It was a relief now to be confronted with facts, however disturbing. She had fortified herself to withstand a great deal more trouble than had happened. At the gateway of the main corral, a huge inclosure fenced high with peeled logs, she met Roy Beeman, lasso in hand, the same tall, lean, limping figure she remembered so well.

My father always said, let some one else say the first word against Beasley, an' you've come to us!" Roy Beeman put a hand on Dale's shoulder. He, perhaps, was the keenest of the brothers and the one to whom adventure and peril called most. He had been oftenest with Dale, on many a long trail, and he was the hardest rider and the most relentless tracker in all that range country.

In that flash of truth she saw the West as it would be some future time, when through women and children these wild frontier days would be gone forever. Also, just as clearly she saw the present need of men like Roy Beeman and Dale and the fire-blooded Carmichael. Beasley and his kind must be killed.

Toward sunset Dale located the camp of his four Mormon friends, and reached it in time for supper. John, Roy, Joe, and Hal Beeman were sons of a pioneer Mormon who had settled the little community of Snowdrop. They were young men in years, but hard labor and hard life in the open had made them look matured.

He was too much agitated to keep from doing his thinking out loud. "I must be getting back. Thank you for the story. Good-by." He was gone before they could say more, leaving Polly, in fact, with her mouth open to speak and with the Beeman looking after him with an amused and quizzical grin, as though he recognized the symptoms of an uneasy conscience.

Helen incoherently thanked him, and, forgetting her usual round of corrals and stables, she hurried back toward the house, deeply stirred, throbbing and dim-eyed, with a feeling she could not control. Roy Beeman had made a statement that had upset her equilibrium. It seemed simple and natural, yet momentous and staggering.
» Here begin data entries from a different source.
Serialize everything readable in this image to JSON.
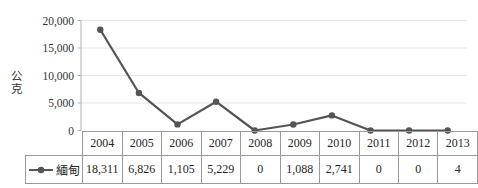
{
  "chart_data": {
    "type": "line",
    "title": "",
    "ylabel": "公克",
    "xlabel": "",
    "categories": [
      "2004",
      "2005",
      "2006",
      "2007",
      "2008",
      "2009",
      "2010",
      "2011",
      "2012",
      "2013"
    ],
    "series": [
      {
        "name": "緬甸",
        "values": [
          18311,
          6826,
          1105,
          5229,
          0,
          1088,
          2741,
          0,
          0,
          4
        ]
      }
    ],
    "values_display": [
      "18,311",
      "6,826",
      "1,105",
      "5,229",
      "0",
      "1,088",
      "2,741",
      "0",
      "0",
      "4"
    ],
    "yticks": {
      "values": [
        0,
        5000,
        10000,
        15000,
        20000
      ],
      "labels": [
        "0",
        "5,000",
        "10,000",
        "15,000",
        "20,000"
      ]
    },
    "ylim": [
      0,
      20000
    ],
    "grid": true,
    "legend_position": "table-left",
    "colors": {
      "line": "#545454",
      "marker": "#545454",
      "grid": "#e4e4e4",
      "axis": "#b0b0b0",
      "table_border": "#999999",
      "text": "#262626"
    }
  }
}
"Couldn't you wait?" "I believe," said the Beeman slowly, giving him an odd glance that seemed to carry a message of complete understanding, "I believe that sometimes it is better, when you are troubled about something, to cool off and settle down, and come at an affair slowly. And I think this is one of the times." Oliver nodded. He felt quite sure that the Beeman was right.

"I told him that he was only bluffing and he could not even deny it. How I hate him," he cried huskily. "It is lucky that there are none of your bees near by, just now!" Jasper Peyton looked at him in blank inquiry, but the Beeman smiled, yet shook his head at the same time.

He broke a chain and scaled a ten-foot fence to escape. He trailed Dale to Show Down, where one of Dale's friends, recognizing the hound, caught him, and meant to keep him until Dale's return. But Pedro refused to eat. It happened that a freighter was going out to the Beeman camp, and Dale's friend boxed Pedro up and put him on the wagon.

Pedro broke out of the box, returned to Show Down, took up Dale's trail to Pine, and then on to the Beeman camp. That was as far as Roy could trace the movements of the hound. But he believed, and so did Dale, that Pedro had trailed them out on the wild-horse hunt.